Mrs. James, who was still in shock at the time of filing this report asserted that only four pupils died in the tragedy, three in their classrooms and one who was found dead in an over-flooded gutter some meters away from the school.

The school has about 265 pupils and only 13 members of staff most of which are women which made the rescue operation more difficult in the course of which a staff, Miss Elizabeth Obi fainted but was immediately rushed to the Dalhatu Araf Specialist Hospital Lafia where she was revived.

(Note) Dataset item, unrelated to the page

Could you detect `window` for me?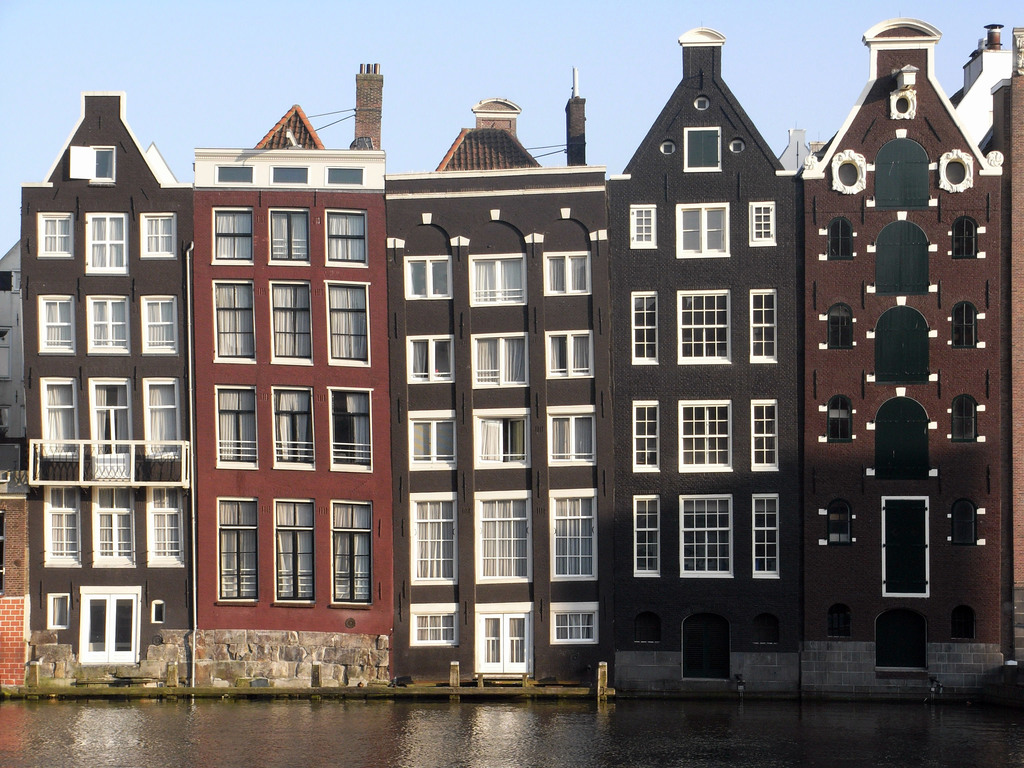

Counteracting Mrs. James' claims however Mallam Zakari Dantani who lost his daughter, Hajara, to the flood and lives directly opposite the school said "over 10 children died in the incidence", adding that "when the deluge over-flooded the classes I quickly mobilised the youths the community for a rescue operation during which we brought out five dead bodies with my daughter being the sixth".

Mallam Dantani however blamed the flood on government's total refusal to address the drainage problem which has been a recurring problem in the area. "The government embarked on road construction along the Government House axis and constructed a common outlet for flood water in the area without bothering to construct gutters to discharge the flood water to logical point".

A resident of the area Alhaji Abdullahi Bature whose daughter, Amina, was rescued even as his 11- bedroom-home was destroyed, accused the Nasarawa State Urban Development Board (NUDB) of inefficiency and corruption by allowing people to flout laid- down rules by building on drainage channels.

LEADERSHIP WEEKEND investigations revealed that the NUDB had earmarked some houses for demolition since August, 2010 but went to sleep immediately after, leaving the people to the vagaries of nature.

Governor Umaru Tanko Almakura visited the school the next day for an on-the-spot assessment and to condole with the members of the community who lost their children and those whose children sustained various degrees of injury. The Governor expressed regret at the unfortunate occurrence which he described as "unfortunate and regrettable".

Almakura acknowledged the fact that erosion has posed a big challenge to various communities across the state but his government would not leave any stone unturned in seeing that the various ecological problems besieging the state are tackled with all sense of urgency

For residents of Nru Community in Nsukka Local Government Area of Enugu State, Monday 12th June, 2012 will continue to haunt them. They are not likely to forget that day in a hurry because of the magnitude of loss visited on them by a strange windstorm that raced through the community at midnight leaving in its wake destructions.

In fact, by the time the heavy rain that followed ended, many in the community had been turned into refugees in their own land and squatters on the heaps of the ruins of their former abodes. No fewer than 40 residential houses were destroyed in the area.

Many individuals and organisations are yet to come to terms with what hit them and why. Churches, schools and community property were ravaged by the rushing winds and rain that swept everything on sight, as the community members were fast asleep. It was like a community visited by robbers in the thick of the night. The scars of that natural disaster are written all over the place: roof tops blown off, houses uprooted and landmarks torn into shred by the wild wind.

As the storms continue to rage, especially with the warning from relevant government quarters warning of more severe storms in time to come, Nigerians are at their wits end at what solution is there for them especially within a very short time. This can as well be a challenge to the government of the day which has all the apparatus to deal with disaster especially the one that is foretold.